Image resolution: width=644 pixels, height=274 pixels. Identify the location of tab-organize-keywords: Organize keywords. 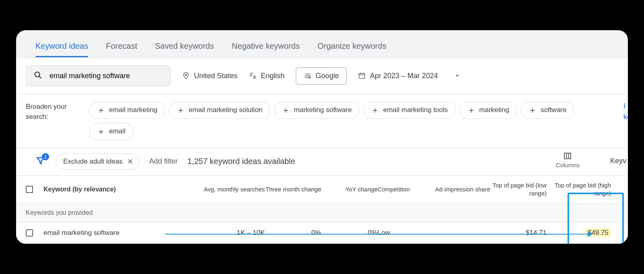
(352, 49).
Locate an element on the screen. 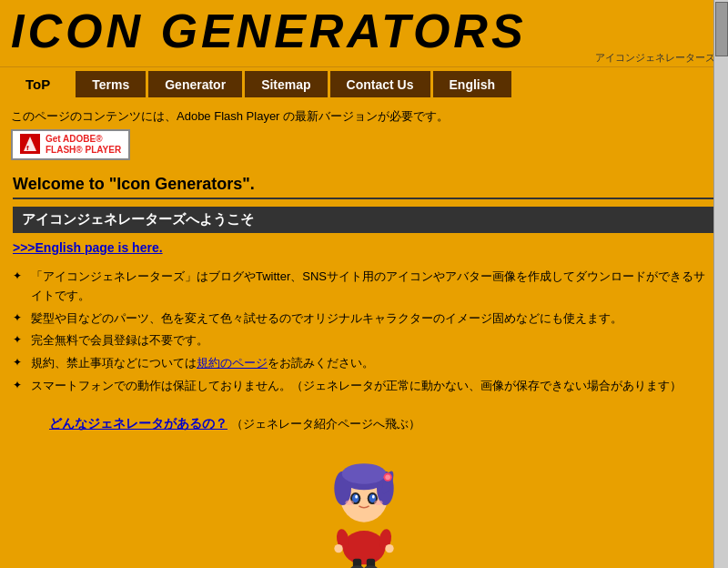 The width and height of the screenshot is (728, 568). flash-badge-label: Get ADOBE® FLASH® PLAYER is located at coordinates (84, 145).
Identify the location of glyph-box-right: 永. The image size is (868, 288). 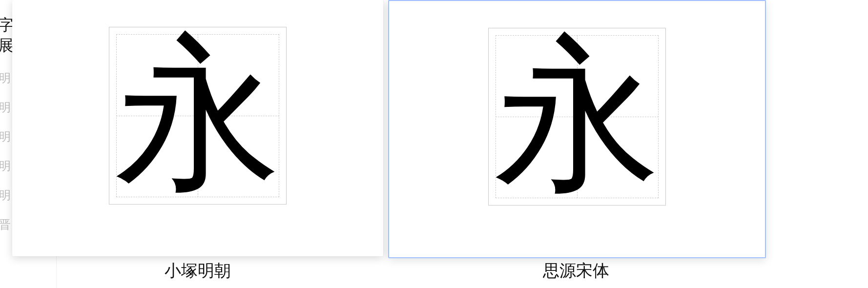
(577, 117).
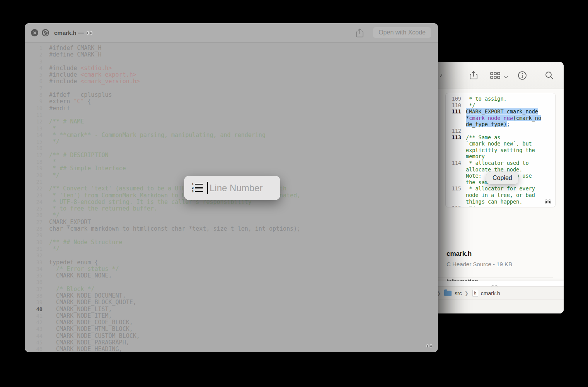 The height and width of the screenshot is (387, 588). I want to click on code-line: 18 *, so click(231, 162).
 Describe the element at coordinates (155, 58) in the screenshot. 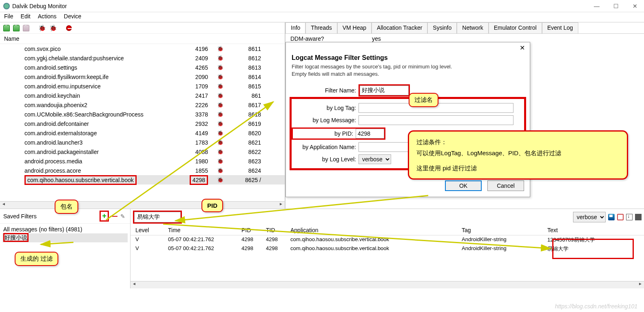

I see `process-row: com.ygkj.chelaile.standard:pushservice24…` at that location.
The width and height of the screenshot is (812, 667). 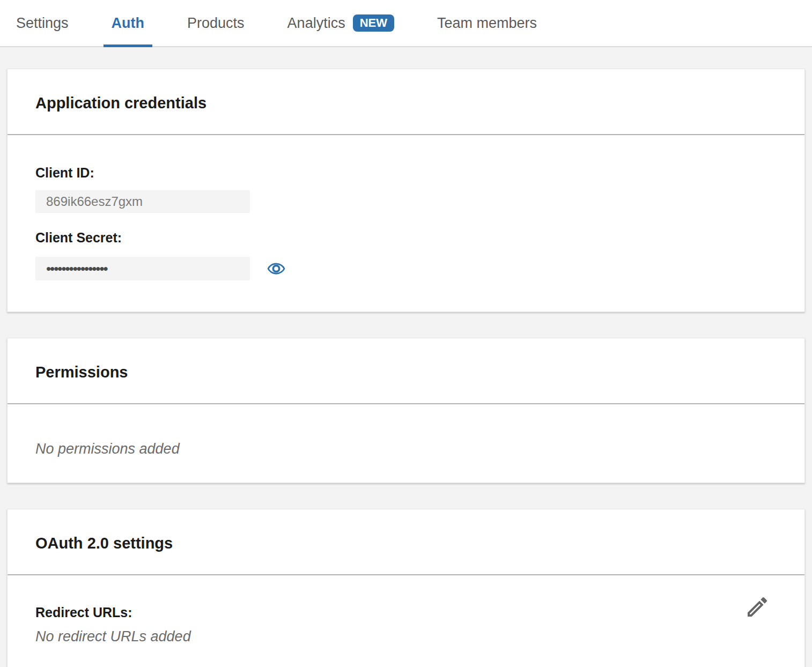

# # # # #

TASK STATEMENT> Repeat only the lines from the line with "Describe the element" to the end of the entries, including both the first and the last line, and drop every picture.

PROBLEM SOLUTION>
 Describe the element at coordinates (155, 58) in the screenshot. 

I see `process-row: com.ygkj.chelaile.standard:pushservice24…` at that location.
The width and height of the screenshot is (812, 667). 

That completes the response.